Andrew Gray defends this suit on the theory that he is an innocent purchaser for value and claims a perfect record title; that if complainants ever had any rights herein they have lost them by the seven and twenty year statutes of limitation, and claims that complainants are guilty of laches. The position of complainants is, that Aaron Bartlett had a paper title to lots 5 and 8 when he died; that on his death his children became the owners thereof, subject to the homestead and dower rights of the widow; that her possession, as the wife of Sjdvanus, until 1895, with Sylvanus, prevented the Statute of Limitations from running until her death, in 1895, and that within seven years, thereafter this suit was instb tuted, arid that therefore the sole possession of Sylvanus, after the death of his wife, has not precluded the assertion of title by the heirs of Aaron Bartlett, the complainants in this suit.

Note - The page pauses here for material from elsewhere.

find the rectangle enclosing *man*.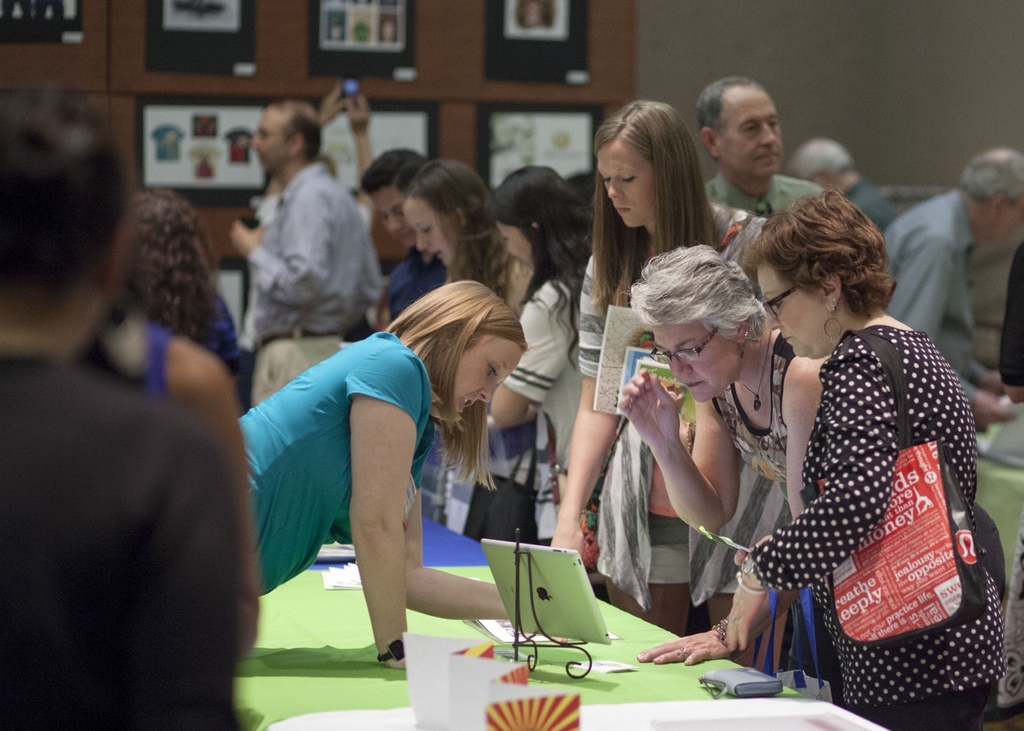
781/133/899/233.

The case was referred to the master to take the evidence and report his conclusions. The master found that Aaron Bartlett had title, at the date of his death, to lots 5 and 8; that the widow of Aaron continued to reside on the property until her death, she having married Sylvanus, a brother of Aaron; that after her death, in 1895, the title became absolute in complainants. To the findings of the master Andrew Gray filed objections, which were overruled, and by agreement said objections stood as exceptions before the trial court. The court affirmed the master’s report, with the exception of the allowance to Andrew Gray of one item of expense disallowed by the master, and entered a decree fixing the title to said lots 5 and 8 in the complainants and setting aside the deed to Gray.

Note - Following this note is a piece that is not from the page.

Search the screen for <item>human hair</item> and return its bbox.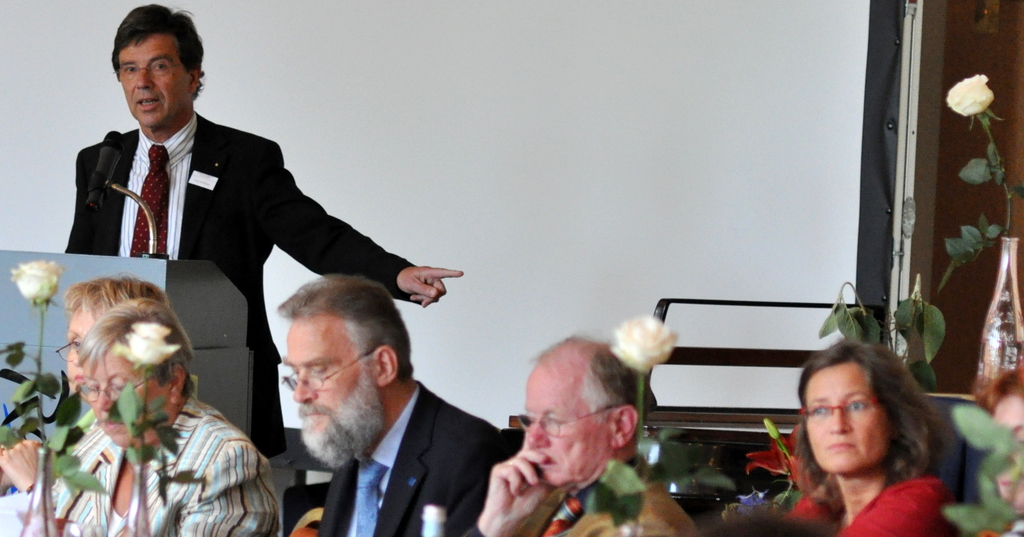
Found: bbox(60, 274, 172, 324).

Upon a review of the record in this case we are of the opinion that the findings and conclusion of the master and the decree of the trial court are erroneous and that said decree should be reversed. Andrew Gray assumes the position of an innocent purchaser for value of premises in the possession of his grantor, and who held a straight record title, with no apparent imperfections. From the evidence we are able to glean nothing that substantially controverts this position. The record title of Sylvanus Bartlett was absolutely clear, running back to the government without a break. The occupancy of these lands by Phebe, the -widow of Aaron, after her marriage with Sylvanus, was no such possession as would require other persons tó take notice of rights that may have inured to her as the widow of Aaron Bartlett and through the unrecorded deed. “Possession, before it can be held to operate as notice of an unrecorded deed, must be ‘open, visible, exclusive and unambiguous, such as is not liable to be misunderstood or misconstrued.’ * * * Such a possession must be of an open and visible character, which will be calculated to apprise the world that the property has been appropriated and is occupied, and the occupancy must be exclusive. ‘If only used and enjoyed in common with others, or with the public in general, it could not be regarded as hostile to others claiming title.’” (Robertson v. Wheeler, 162 Ill. 566.) The wife of Sylvanus Bartlett, whatever may have been her equitable rights under the unrecorded deed to her former husband, by joining, as wife, in the warranty deed executed to Jane 0. Gibbs, in 1855, by Sylvanus Bartlett, who held a clear record title, gave notice to the world that she possessed no latent equities in the premises conveyed.

The evidence shows conclusively that Sylvanus Bartlett, in 1859, under the warranty deeds from Abraham B. Staut and Paul G. Hawley, went into possession of the lands conveyed in the deed to Gray; that until the execution of the deed to Gray, Sylvanus treated said lands, so far as the world could discern, as his own. Complainants, however, contend that they, or some of them, paid the taxes on said premises for a considerable portion of this time, and that for the last fifteen years of the time that Sylvanus held the record title to this property, William H.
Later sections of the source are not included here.